MUSIC ZONE
Saurabh & Gaurav

Fionn Regan — The Shadow of An Empire (Heavenly)

ON this follow-up to his 2007 debut The End of History, Irish singer-songwriter Fionn Regan has discarded his former folksy acoustic approach for folk-rock band arrangements, influenced by the transitional Dylan of Bringing It All Back Home. The opening track, Protection Racket features red herring verses propelled by a tumbling tom-heavy beat and scratchy electric guitars as Regan snarls righteously about how "These big companies are giving us the squeeze." Lines Written In Writer and Lord Help My Poor Soul see the songwriter at an emotional low; the former admitting "I want to tell you that I’d make your bed, break it up and I’d do it again, so it feels like you’ve been here, but I know that you’re not, coming home." Genocide Matinee revolves around a skeletal guitar figure strongly reminiscent of Leonard Cohen’s finest, and on Little Nancy, Regan comes out swinging purely by dint of his charismatic wordplay. Violent Demeanour portrays a brutalised society punctuated by rousing band choruses, while House Detective applies the pungent momentum of Maggie’s Farm. Catacombs possesses breezy finger picked acoustic guitar effectively bolstered by some meaty electric riffs on the chorus and needling high notes. Balanced and finely constructed, this record gives Fionn Regan many more reasons to stand proudly in the spotlight.

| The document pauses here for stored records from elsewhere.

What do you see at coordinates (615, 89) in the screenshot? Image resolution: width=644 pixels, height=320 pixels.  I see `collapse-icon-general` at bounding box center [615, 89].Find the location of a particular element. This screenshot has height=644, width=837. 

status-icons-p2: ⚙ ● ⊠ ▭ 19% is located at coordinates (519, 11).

Best track: Violent Demeanour

Worst track: Coathook

Rating **

Animal Collective — Fall Be Kind (Domino)

The cohesive five-song collection speaks to the continuing progression of the group’s sound. Sound effects shimmer throughout the EP and the echoing of Animal Collective’s characteristic otherworldly and layered vocals transport the listener into fantastical realms. The two part opener Graze is an ethereal mix of dream pop harmonies and sweeping pianos, which, without notice, descend into a scene from The Magic Roundabout, complete with chirping flutes and pan pipes, mincing around in the background to make the scene complete. Fall Be Kind sees Animal Collective reassuringly exploring new ground and pushing the limits of their creativity even further, while still holding onto the songs’ aesthetics. With On A Highway, that mood becomes explicit, featuring Tare’s observations, musings and doper daydreams as the band’s tour-bus barrels down another highway. The track evokes a trip through how you cope with the mistakes you’ve made. "I took a mental picture/Of a place that I knew/Now it’s living in me," acknowledging that the sadness often accompanying our errs is only a mean to a bright end.

Best track: Graze

Worst track: I Think I Can

Rating ***

Lightspeed Champion — Life Is Sweet! Nice To Meet You (Domino)

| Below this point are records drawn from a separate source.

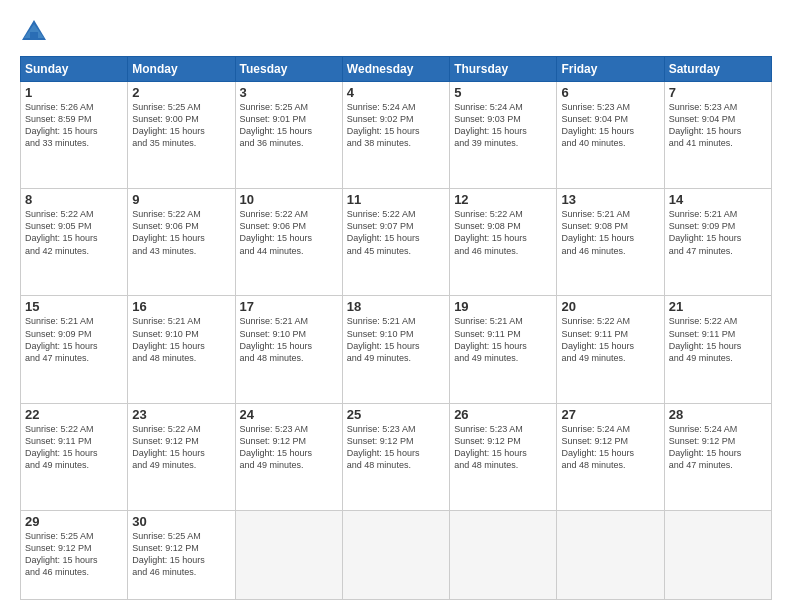 Image resolution: width=792 pixels, height=612 pixels. Describe the element at coordinates (503, 414) in the screenshot. I see `day-number: 26` at that location.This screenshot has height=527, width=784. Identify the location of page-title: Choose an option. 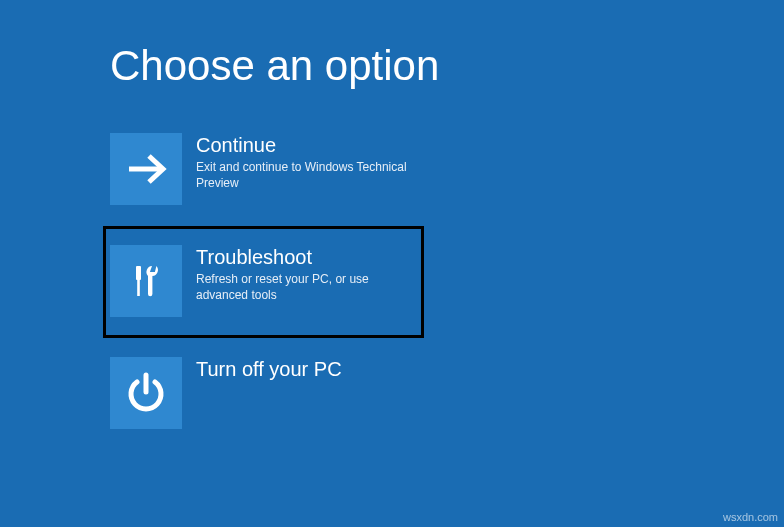
(274, 66).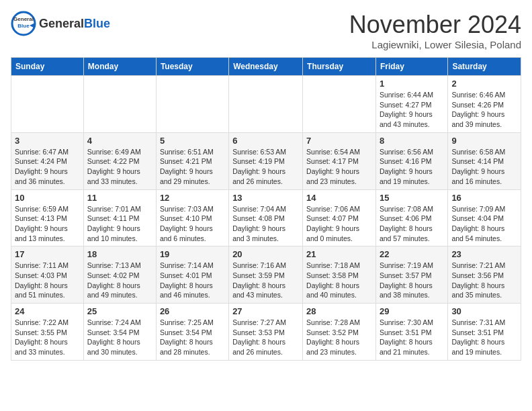 The image size is (532, 411). Describe the element at coordinates (485, 161) in the screenshot. I see `day-cell: 9Sunrise: 6:58 AM Sunset: 4:14 PM Daylig…` at that location.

This is the second album released under the Lightspeed Champion moniker by singer/songwriter Devonte Hynes, formerly the frontman of dance-punk band Test Icicles. The album is a vast and sprawling affair, a 15-track extravaganza that embraces indie, post-rock, chamber pop and classical, while firmly establishing its own maverick identity. Life Is Sweet! is a soap opera of sorts, featuring heartbreak anthems, few intermissions and mysteriously comical saga, all blended with classical piano, tight riffs, strings, synths, woodwind and stomping feet. Opener Dead Head Blues sets the character reasonably well; the ominous thump of a muted power chord is soon overlaid with stage piano as Hynes sighs a quivering lullaby involving dreams of a future in the Midwest turning sour. Marlene, an album standout, is an upbeat, funky fresh tune that’s almost satirically comical, pairing jaunty tambourines against depressive lyrics like: "Everybody knows you want a baby / And God knows everybody wants one, too." The magnificent, slow-burning Dead Head Blues opens proceedings by treading tentatively at first, ruminating on past and futures lost ("I saw us in 20 years time in the Midwest /With you in your best dress") before concluding resignedly, "I know you’re happy / And that’s lovely /It won’t keep me complete." Darlene is a stark, stomping anthem assembled out of disco strings, guitar heroism, and Hynes’ snarling croon. Elsewhere, tracks like the melancholy ballad Smooth Day (At the Library) and Middle of the Dark mix analog-sounding synths and mournful guitar solos, and Hynes’ blissful vocals with superb results.

Best track: Marlene

Worst track: Faculty of Fears

Rating **

Album of the month

Johnny Cash — American VI: Ain’t No Grave (LH)

In the last recording sessions of his storied life, the Man in Black sang two albums’ worth of songs. The first was 2006’s American V: A Hundred Highways. Now here’s American VI: Ain’t No Grave, a disc that finds him philosophically and spiritually resigned to the end of his earthly existence. Throughout the American Recordings, Cash has sprinkled in his own songs among the covers. I Corinthians 15:55 is the lone Cash original to appear on the album. Written over the last three years of his life, this song is structured around the biblical verse "O death, where is thy sting/O grave, where is thy victory?" The title track is clearly the strongest song on the album, and a perfect opener. Beginning with an ominous guitar and some menacing ambient sounds, the man in black’s wavering baritone rolls in declaring, "Ain’t no grave can hold my body down." Cash’s version of folk singer Ed McCurdy’s 1950 anti-war anthem is a sentimental Utopian waltz, beautifully arranged for orchestra and sung with a tearful sincerity in what must go on record as Cash’s last truly great vocal. In the midst of all the songs about death and redemption, we do catch glimpses of playful Cash. I Don’t Hurt Anymore features a subtly playful sway while his version of Queen Lili’uokalani’s Aloha Oe ensures the album doesn’t tarnish Cash’s legacy. In honour of Johnny Cash’s 78th birthday, the release of this album, Cash’s life, and all he stood for as a voice for those in need, the music industry is dedicating February 26 as Wear Black For Johnny Day. He will live forever.